简体   繁体   中英

Web.py NameError When Importing Module in Module

I am creating a web app using web.py on python 2.7.3. I have the following folder structure:

start_app.py
/app
   __init__.py
   /models
      __init__.py
      ActionModel.py
      AreaModel.py
   /controllers
      __init__.py
      world.py
   /views

Whenever I freshly start the app using python start_app.py , and visit world/surrounding I get the following error

<type 'exceptions.ImportError'> at /world/surrounding
cannot import name AreaModel
Python  /home/dev/app/models/ActionModel.py in <module>, line 13
Web     GET http://localhost:5000/world/surrounding

Line 13 is simply: from app.models import AreaModel but I don't see why python is complaining here.

If I comment this importing line, it runs fine. However, if I call a different URL, eg world/view , I get an error that AreaModel is not defined. Once I uncomment the line, it works fine again for all cases (ie /surrounding and /view).

I am suspecting that this has something to do with the fact that I am "importing in circles", ie world.py imports AreaModel, AreaModel imports ActionModel and ActionModel imports AreaModel. I doubt that this is 'the pythonic way' to do things or even the 'MVC way', so I would very much appreciate your enlightening me how to do this properly.

Note: app is not in my PYTHONPATH, but I don't think it is needed here, since start_app.py is in the top-level directory and according to this all modules should be available.

Basically, what it comes down to is: I need the models' functionalities in both the controllers and the models. Is it good practice to "import in circles"? Or is there a nicer approach to do this? Also, is this problem related to python in general or just web.py?

Update: Added init .py files, I had them, but did not include in original question. Sorry for that.

Update: ActionModel.py includes (among others) a class named BaseAction and a few functions, which return instances or subclasses of BaseAction depending on what type of Action we are dealing with. They are called using eg ActionModel.get_by_id()

@matthew-trevor : Are you suggesting in a) that I should move those functions get_by_id() into a class ActionModel?

#actionmodel.py
class ActionModel(object):
    def __init__(arg1, arg2, area_class):
        self.area = area_class()

    def get_by_id(self, id):
        return BaseAction(id)

class BaseAction(object):
    def __init__(id):
        pass

I don't see how this should remedy my import problems though.

The Immediate Problem

You cannot import from folders, but you can import from packages. You can turn any folder into a package by adding an __init__.py file to it:

start_app.py
/app
   __init__.py
   /models
      __init__.py
      ActionModel.py
      AreaModel.py
   /controllers
      __init__.py
      world.py
   /views
      __init__.py

I'm guessing that ActionModel.py includes a class of the same name. If so, I recommend renaming the file to actionmodel.py to distinguish it from the class.

Circular imports

Is it good practice to "import in circles"? Or is there a nicer approach to do this?

It's not only bad practice, it just won't work. There are a couple of ways to get around this, which will mostly depend on what you're trying to do:

a. In AreaModel , import the ActionModel module and then reference anything you want to use in it via attribute lookup and vice versa:

# areamodel.py
import actionmodel

def foo():
    action = actionmodel.ActionModel(...)

As long as the references are inside class or function definitions, it will only occur at run time and not during importing, so the circular reference is avoided.

b. Turn models into a module and put both ActionModel and AreaModel code inside it.

c. Move the shared code/functionality for ActionModel and AreaModel into a base module they both import from.

d. Make your ActionModel class (or whatever) accept a class as an input, then pass AreaModel into it in world.py (ditto for AreaModel ). This way, ActionModel doesn't need to contain a reference to AreaModel , it just has to know what to do with it:

# actionmodel.py
class ActionModel(object):
    def __init__(arg1, arg2, area_class):
        self.area = area_class()

# areamodel.py
class AreaModel(object):
    def __init__(action_class):
        self.action = action_class()

# world.py
from actionmodel import ActionModel
from areamodel import AreaModel

action = ActionModel('foo', 'bar', AreaModel)
area = AreaModel(ActionModel)

This is known as object composition.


:: Problem ::
Your copy of the listing must be exact and must hold no images.
--------------------------------
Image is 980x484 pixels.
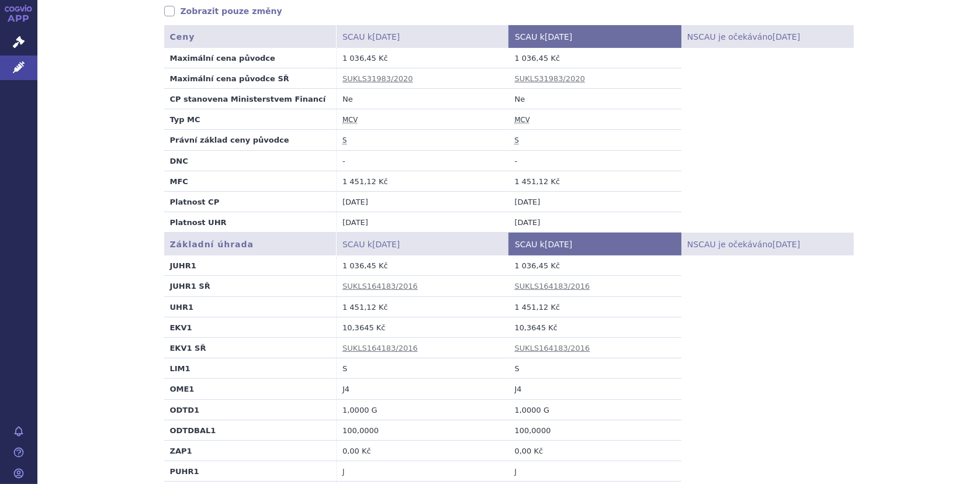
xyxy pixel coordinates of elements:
[337,25,509,48] th: SCAU k
[337,379,509,399] td: J4
[170,95,326,103] strong: CP stanovena Ministerstvem Financí
[545,32,572,42] span: [DATE]
[337,399,509,420] td: 1,0000 G
[509,359,682,379] td: S
[509,48,682,68] td: 1 036,45 Kč
[373,240,400,249] span: [DATE]
[515,344,590,352] a: SUKLS164183/2016
[509,441,682,461] td: 0,00 Kč
[509,297,682,317] td: 1 451,12 Kč
[509,317,682,338] td: 10,3645 Kč
[373,32,400,42] span: [DATE]
[170,303,194,312] strong: UHR1
[343,282,418,291] a: SUKLS164183/2016
[509,379,682,399] td: J4
[509,150,682,171] td: -
[337,297,509,317] td: 1 451,12 Kč
[337,420,509,440] td: 100,0000
[170,344,207,352] strong: EKV1 SŘ
[164,5,283,17] a: Zobrazit pouze změny
[337,88,509,110] td: Ne
[170,426,216,435] strong: ODTDBAL1
[509,171,682,191] td: 1 451,12 Kč
[515,136,519,145] abbr: stanovena nebo změněna ve správním řízení podle zákona č. 48/1997 Sb. ve znění účinném od 1.1.2008
[343,74,413,83] a: SUKLS31983/2020
[170,364,190,373] strong: LIM1
[509,233,682,255] th: SCAU k
[170,468,200,476] strong: PUHR1
[509,420,682,440] td: 100,0000
[337,359,509,379] td: S
[170,446,193,456] strong: ZAP1
[545,240,572,249] span: [DATE]
[170,218,227,227] strong: Platnost UHR
[170,282,211,291] strong: JUHR1 SŘ
[170,323,193,332] strong: EKV1
[343,468,344,477] abbr: LP u nichž MFC <= UHR1. Upozornění: Doprodeje dle cenového předpisu Ministerstva zdravotnictví ČR...
[337,441,509,461] td: 0,00 Kč
[509,399,682,420] td: 1,0000 G
[343,116,358,125] abbr: maximální cena výrobce
[337,48,509,68] td: 1 036,45 Kč
[337,255,509,276] td: 1 036,45 Kč
[170,177,188,186] strong: MFC
[170,385,195,393] strong: OME1
[343,344,418,352] a: SUKLS164183/2016
[337,171,509,191] td: 1 451,12 Kč
[515,74,585,83] a: SUKLS31983/2020
[337,317,509,338] td: 10,3645 Kč
[170,74,290,83] strong: Maximální cena původce SŘ
[343,136,347,145] abbr: stanovena nebo změněna ve správním řízení podle zákona č. 48/1997 Sb. ve znění účinném od 1.1.2008
[509,192,682,212] td: [DATE]
[515,282,590,291] a: SUKLS164183/2016
[509,88,682,110] td: Ne
[337,192,509,212] td: [DATE]
[509,212,682,233] td: [DATE]
[170,135,290,144] strong: Právní základ ceny původce
[515,468,517,477] abbr: LP u nichž MFC <= UHR1. Upozornění: Doprodeje dle cenového předpisu Ministerstva zdravotnictví ČR...
[773,240,800,249] span: [DATE]
[170,406,200,414] strong: ODTD1
[337,150,509,171] td: -
[170,262,196,270] strong: JUHR1
[170,157,188,165] strong: DNC
[164,233,337,255] th: Základní úhrada
[773,32,800,42] span: [DATE]
[337,233,509,255] th: SCAU k
[682,233,854,255] th: NSCAU je očekáváno
[682,25,854,48] th: NSCAU je očekáváno
[509,255,682,276] td: 1 036,45 Kč
[515,116,530,125] abbr: maximální cena výrobce
[337,212,509,233] td: [DATE]
[164,25,337,48] th: Ceny
[170,54,276,63] strong: Maximální cena původce
[509,25,682,48] th: SCAU k
[170,115,200,124] strong: Typ MC
[170,197,220,207] strong: Platnost CP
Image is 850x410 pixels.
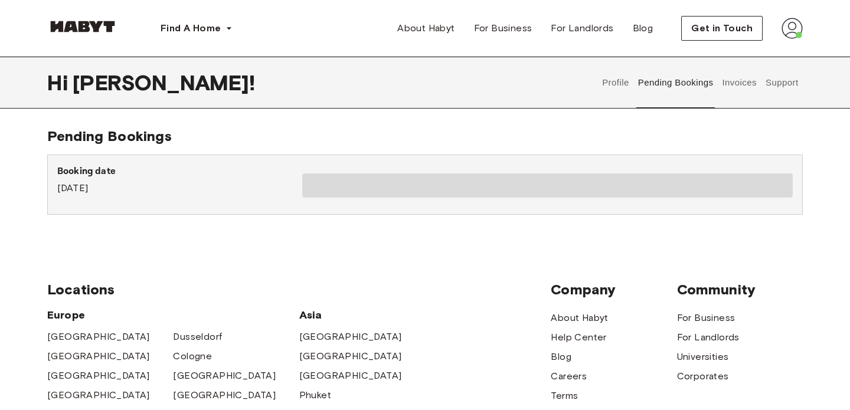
--------------------------------
:: Solution ::
Image is 980x484 pixels.
xyxy pixel coordinates of elements:
[337,25,509,48] th: SCAU k
[337,379,509,399] td: J4
[170,95,326,103] strong: CP stanovena Ministerstvem Financí
[545,32,572,42] span: [DATE]
[337,399,509,420] td: 1,0000 G
[509,359,682,379] td: S
[509,48,682,68] td: 1 036,45 Kč
[373,240,400,249] span: [DATE]
[515,344,590,352] a: SUKLS164183/2016
[509,441,682,461] td: 0,00 Kč
[509,297,682,317] td: 1 451,12 Kč
[509,317,682,338] td: 10,3645 Kč
[373,32,400,42] span: [DATE]
[170,303,194,312] strong: UHR1
[343,282,418,291] a: SUKLS164183/2016
[509,379,682,399] td: J4
[509,150,682,171] td: -
[337,297,509,317] td: 1 451,12 Kč
[337,420,509,440] td: 100,0000
[170,344,207,352] strong: EKV1 SŘ
[164,5,283,17] a: Zobrazit pouze změny
[337,88,509,110] td: Ne
[170,426,216,435] strong: ODTDBAL1
[509,171,682,191] td: 1 451,12 Kč
[515,136,519,145] abbr: stanovena nebo změněna ve správním řízení podle zákona č. 48/1997 Sb. ve znění účinném od 1.1.2008
[343,74,413,83] a: SUKLS31983/2020
[170,364,190,373] strong: LIM1
[509,233,682,255] th: SCAU k
[170,468,200,476] strong: PUHR1
[509,420,682,440] td: 100,0000
[337,359,509,379] td: S
[170,446,193,456] strong: ZAP1
[545,240,572,249] span: [DATE]
[170,218,227,227] strong: Platnost UHR
[170,282,211,291] strong: JUHR1 SŘ
[170,323,193,332] strong: EKV1
[343,468,344,477] abbr: LP u nichž MFC <= UHR1. Upozornění: Doprodeje dle cenového předpisu Ministerstva zdravotnictví ČR...
[337,441,509,461] td: 0,00 Kč
[509,399,682,420] td: 1,0000 G
[343,116,358,125] abbr: maximální cena výrobce
[337,48,509,68] td: 1 036,45 Kč
[337,255,509,276] td: 1 036,45 Kč
[170,177,188,186] strong: MFC
[170,385,195,393] strong: OME1
[343,344,418,352] a: SUKLS164183/2016
[337,171,509,191] td: 1 451,12 Kč
[515,74,585,83] a: SUKLS31983/2020
[337,317,509,338] td: 10,3645 Kč
[170,74,290,83] strong: Maximální cena původce SŘ
[343,136,347,145] abbr: stanovena nebo změněna ve správním řízení podle zákona č. 48/1997 Sb. ve znění účinném od 1.1.2008
[509,192,682,212] td: [DATE]
[515,282,590,291] a: SUKLS164183/2016
[509,88,682,110] td: Ne
[337,192,509,212] td: [DATE]
[509,212,682,233] td: [DATE]
[170,135,290,144] strong: Právní základ ceny původce
[515,468,517,477] abbr: LP u nichž MFC <= UHR1. Upozornění: Doprodeje dle cenového předpisu Ministerstva zdravotnictví ČR...
[773,240,800,249] span: [DATE]
[170,406,200,414] strong: ODTD1
[337,150,509,171] td: -
[170,262,196,270] strong: JUHR1
[170,157,188,165] strong: DNC
[164,233,337,255] th: Základní úhrada
[773,32,800,42] span: [DATE]
[337,233,509,255] th: SCAU k
[682,233,854,255] th: NSCAU je očekáváno
[682,25,854,48] th: NSCAU je očekáváno
[509,255,682,276] td: 1 036,45 Kč
[515,116,530,125] abbr: maximální cena výrobce
[337,212,509,233] td: [DATE]
[164,25,337,48] th: Ceny
[170,54,276,63] strong: Maximální cena původce
[509,25,682,48] th: SCAU k
[170,115,200,124] strong: Typ MC
[170,197,220,207] strong: Platnost CP
Image is 850x410 pixels.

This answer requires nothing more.